OF THE SUM OF human misery, that part caused by sex research is probably small. But there was a period when I had a hard time, at certain moments, getting Masters’s and Johnson’s faces out of my mind. If you think that God is watching you, it may be limiting but it also lends timbre. To think that Masters and Johnson, in their white coats, are watching just gives you the creeps.
You know what I mean? (Which is like asking, “Was it good for you, too?” And nobody answers. Don’t ever let anyone tell you that writing isn’t strange work.)
Now we have Shere Hite to contend with.
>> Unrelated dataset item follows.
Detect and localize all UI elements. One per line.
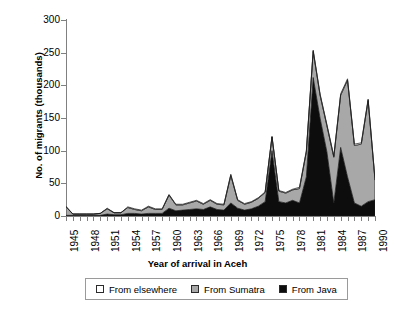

She looks a little wasted in the news photos, but that’s because she is on a book tour. (To promote a book you are expected to get it up eight or ten times a day, sometimes in Philadelphia.) It may also be because she is so tired of reading about scrota and anuses.
After a few pages of her book on male sexuality—based as we all know on 7,239 questionnaires filled out (and how) by the type of man who likes to write about his anus and scrotum and parents in questionnaires—I was tired of reading about them, I know that.
The first question should have been, “Do you get off on questionnaires?” The second, “Do you get off on questionnaires alone, or do you also require manual stimulation?” The third, “Is it really necessary for the general public to read your questionnaires, in order for you to get off?”
Don’t get me wrong. I am as prurient as the next man, as long as he isn’t sitting too close. If someone were to tell me, “That photograph lying face down there on the table shows Abraham Lincoln lying naked with John Wilkes Booth and a slave woman thought to be named Elviry,” I would turn it over. If I were told that it was any naked people—with a few exceptions that leap to mind—lying together, I would turn it over. The only movie I ever walked out of on grounds of disgustingness was Pasolini’s Salo, in which Nazis … take my word for it. I sat through all of Animal Lovers.
But I would regret having turned the Lincoln photograph over. If in fact it seemed genuine, I would spread the word—that’s my job—but I wouldn’t enjoy it. I am coming to the conclusion, these days, that there is a lot of stuff I don’t want to know. I don’t want the government to keep me from knowing it; and I don’t mean to suggest that there is anything bad about anuses and scrota, it’s just that I don’t want to know specifically what 7,239 people like to do with theirs.
I like to read about sex as much as the next man, as long as he isn’t making loud noises. But I don’t want to be told by every Tom, Dick, and Harry how it feels to him, and where. I like to read about food, but I don’t want to read a lot of “I like to chew a bite of green peas three or four times and then just let it rest on the very back part of my tongue where it arches up a little and …”
I do not presume to judge this male Hite report as a whole, because I have read only three pages. (In Scribner’s, which is no place to wade through a lot of scrota and anuses.) However, I have taken the trouble to read several of the reviews with care, and I gather that one of the study’s conclusions is that men are tired of being expected to be the dominant one: the host.
Yeah! A woman is never expected to know how to fix the vibrator, for instance—which is why I won’t have one (a vibrator) in the house. We guys get tired of standing like a Colossus night after night, year after year, even if we have a cold. I used to know a little filly down in Raleigh, North Carolina, who wouldn’t let me even start to think I was being dominant enough for her to start getting interested until I had whipped two or three truck drivers and written her a bar-napkin sonnet (always strictly abab cdcd ef ef gg) that caused a certain physiological reaction. That’s tough in one night. I got to where I stopped going through Raleigh.
But then there is this direct quote that keeps popping up in the reviews—Hite’s conclusion that men are oppressed by being “brought up to feel that a vital part of being a man is to orgasm in a vagina.”
Well. Not a necessary part. I don’t guess everybody can recommend it to everybody. I wouldn’t want to have to do it every twenty minutes. There are many, many other things in life. But … did those 7,239 guys think it wasn’t vital? Of course I was brought up to think it wasn’t vital to “fill out” questionnaires.
Okay. I guess it isn’t vital to orgasm in a vagina, and I have been a fool all these years. I guess I just took too much for granted.
BUT I DO KNOW ONE THING. That is the nastiest term for fucking I ever heard.